The student uproar is now forcing district officials to take a hard look at the leveling system and decide how to strike a balance between their two main goals - celebrating diversity and pushing academic achievement.
Educators say that leveling allows smarter students to be challenged while giving struggling ones the special instruction they need. But many students, especially those in the lower levels, which often carry a stigma, say such stratification makes the rocky adolescent years only harder. And at Columbia High, there is no dispute that it is precisely the leveling system that has led to racial segregation.
Anthony Paolini, a senior at Columbia, is one of the few white students in a lower level math class. The fact that most of his classmates are black does not bother him, he said. But the low expectations do.
"It makes you feel like you're in a hole," he said.
The school, about 15 minutes from downtown Newark, draws from the cosmopolitan towns of Maplewood and South Orange. Some students live in million-dollar homes. Others rely on government lunches. Of 2,024 students, 58 percent are black, 35 percent white, 4 percent Hispanic and 3 percent Asian. The public school sends more than 90 percent of graduates to college, has a dropout rate of less than half a percent and won a national Blue Ribbon award from the federal government for its academic excellence during the 1992-93 school year.
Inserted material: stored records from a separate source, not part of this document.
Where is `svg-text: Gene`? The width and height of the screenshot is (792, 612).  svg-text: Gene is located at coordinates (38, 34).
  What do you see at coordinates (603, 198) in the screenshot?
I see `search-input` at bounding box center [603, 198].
Notable alumni include the actor Zach Braff and the singer Lauryn Hill, and the fact that the two stars, one white, one black, graduated in the same class is seen as a symbol of the diversity Columbia strives to project.
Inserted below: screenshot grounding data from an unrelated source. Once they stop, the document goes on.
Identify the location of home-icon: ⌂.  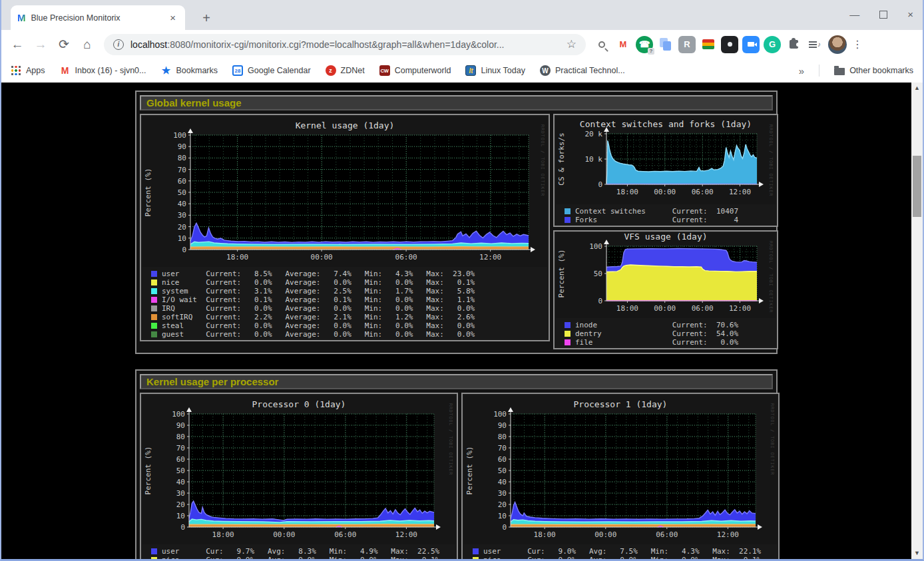
(87, 45).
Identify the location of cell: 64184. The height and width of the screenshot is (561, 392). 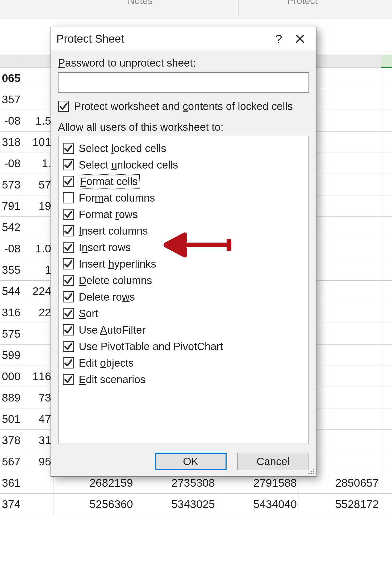
(387, 355).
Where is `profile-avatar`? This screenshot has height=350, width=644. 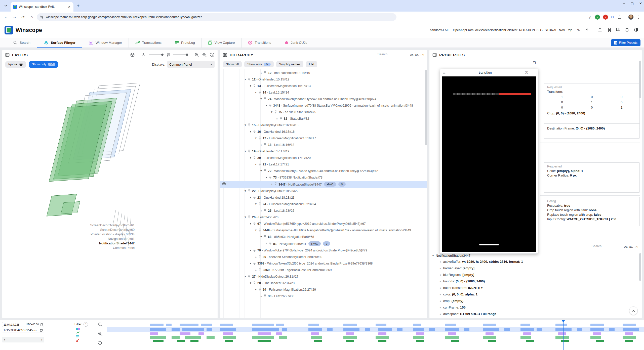
profile-avatar is located at coordinates (631, 17).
But racial tension is becoming more of an issue. In recent years, the number of black students in the school district has eclipsed the number of white students even though Maplewood and South Orange still are majority white. In the past year, the district has been sued twice for discrimination: once by two former black students who said they were mistreated by teachers after a food-fight in the cafeteria, and also by a group of teachers, mostly black, who accused the principal, who is white, of racial bias.
The superintendent of the district, Peter P. Horoschak, acknowledged that there were, in a sense, two Columbias. The de facto segregation is most visible at the extremes. Statistics for this year show that while a Level 5 math class, the highest, had 79 percent white students, a Level 2 math class, the lowest, had 88 percent black students.
It looks like Columbia High School is going to be forced to sacrifice academic achievement in order to "celebrate diversity".
1 Comments:
My guess is that if the get rid of tracking most of the white families will pull their classes.
Also, want to bet the students know the electives, extra-cirriculars, and sports teams are for the white kids and the same for the black students.
The Washington Post is always publishing articles about T.C. Williams High School (featured in the film Remember The Titans) and how the students divide along racial lines.